A whole row of Polish graves containing soldiers who died while fighting in 1944 and which had been consecrated just 20 years ago have been leveled to the ground, according to the Association of Poles in Belarus. The action looks to have been organized by the Belarusian authorities, as it involved bulldozers.
The Polish Foreign Ministry called the destruction of the cemetery of the Polish Home Army in Mikulishki “an unprecedented act of atrocity and an incomprehensible challenge to the mutual obligations of Poland and Belarus to protect memorials.” The ministry added that Poland condemns all acts of insulting the memory of soldiers and called on the Belarusian authorities to stop this practice.
Polish MP Robert Tyszkiewicz published photos of the destroyed graves on Twitter, calling it “a barbaric act of state vandalism against soldiers of the Home Army (AK).”
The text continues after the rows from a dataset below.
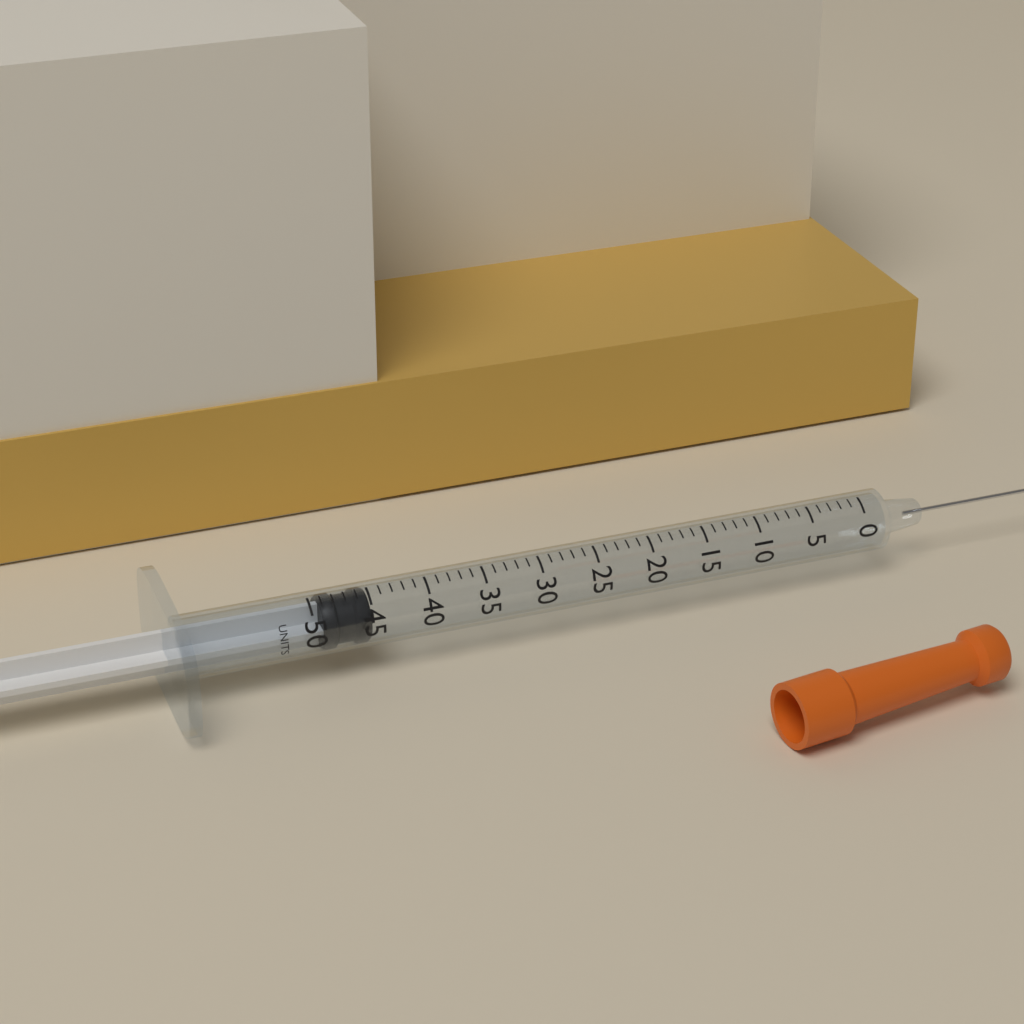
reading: 45 units
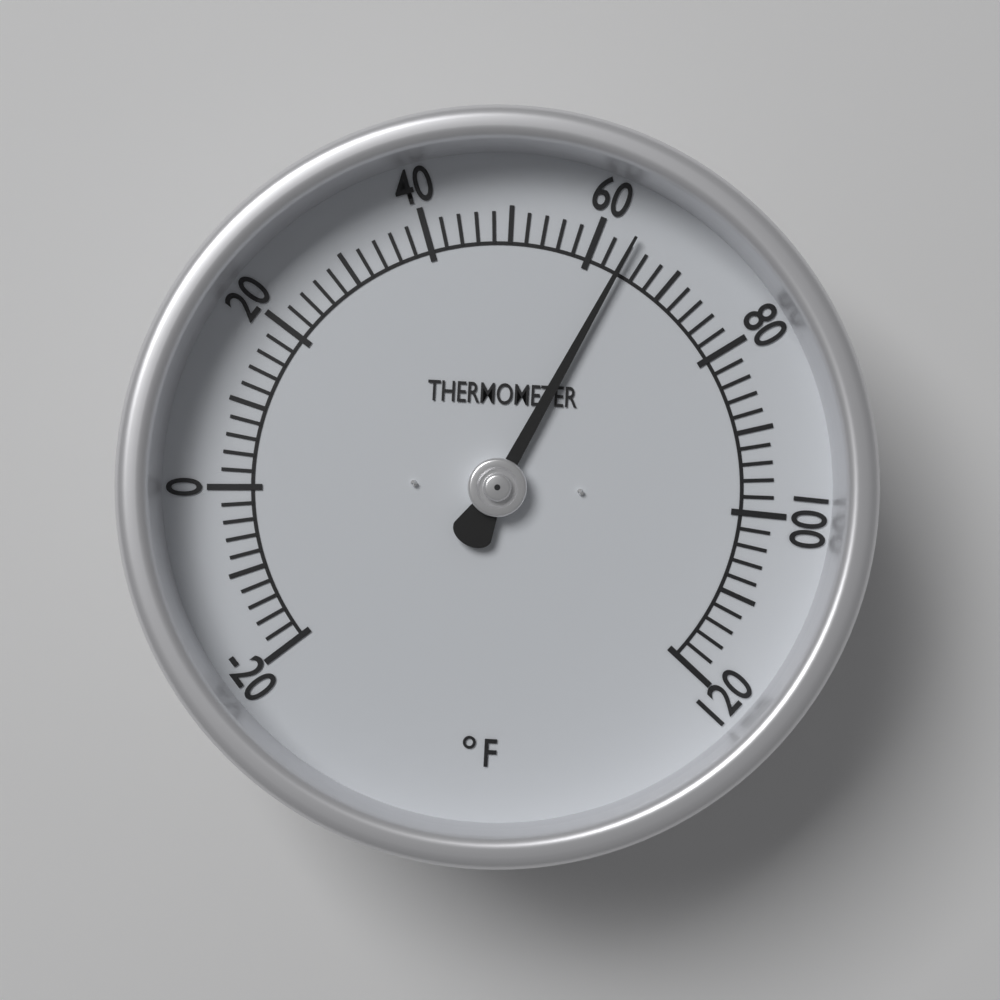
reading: 64 °F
On Tuesday evening, the Polish Embassy in Belarus announced that Poland’s charge d’affaires in Belarus, Marcin Wojciechowski, laid flowers and lit candles on the graves of the Home Army (AK) soldiers in Mikulishki.
“The Polish places of remembrance in Belarus will not be forgotten. Glory to the heroes!” the post on Twitter reads.
Last Thursday, the Polish Foreign Ministry criticized a series of incidents involving the defiling of Polish soldiers’ graves in Belarus. Łukasz Jasina, the spokesman for the Ministry of Foreign Affairs, said that Poland “deplores the atmosphere of tolerance for such practices in Belarus. They have been fueled by hostile anti-Polish rhetoric in the Belarusian mass media.”
Agnieszka Romaszewska-Guzy, the head of TV Belsat, which broadcasts from Poland into Belarus, blames the Belarusian authorities for the incident.
“No one brought in bulldozers in secret. You can secretly spray a building but not level graves to the ground. This was done at the will and at the behest of the authorities,” she told portal wpolityce.pl.
The head of Belsat was openly angered, writing on Facebook that those who took part in the action are totally alien to European civilization, which respects the burial ground where soldiers have fallen. She added that to bulldoze a cemetery is something that defies words.
“To call it barbarism actually insults barbarians who probably did have some respect for the dead,” she said.
Romaszewska-Guzy admitted that some monuments commemorating the Red Army in Poland have been taken down, but cemeteries of both German and Soviet troops are maintained and protected by the authorities.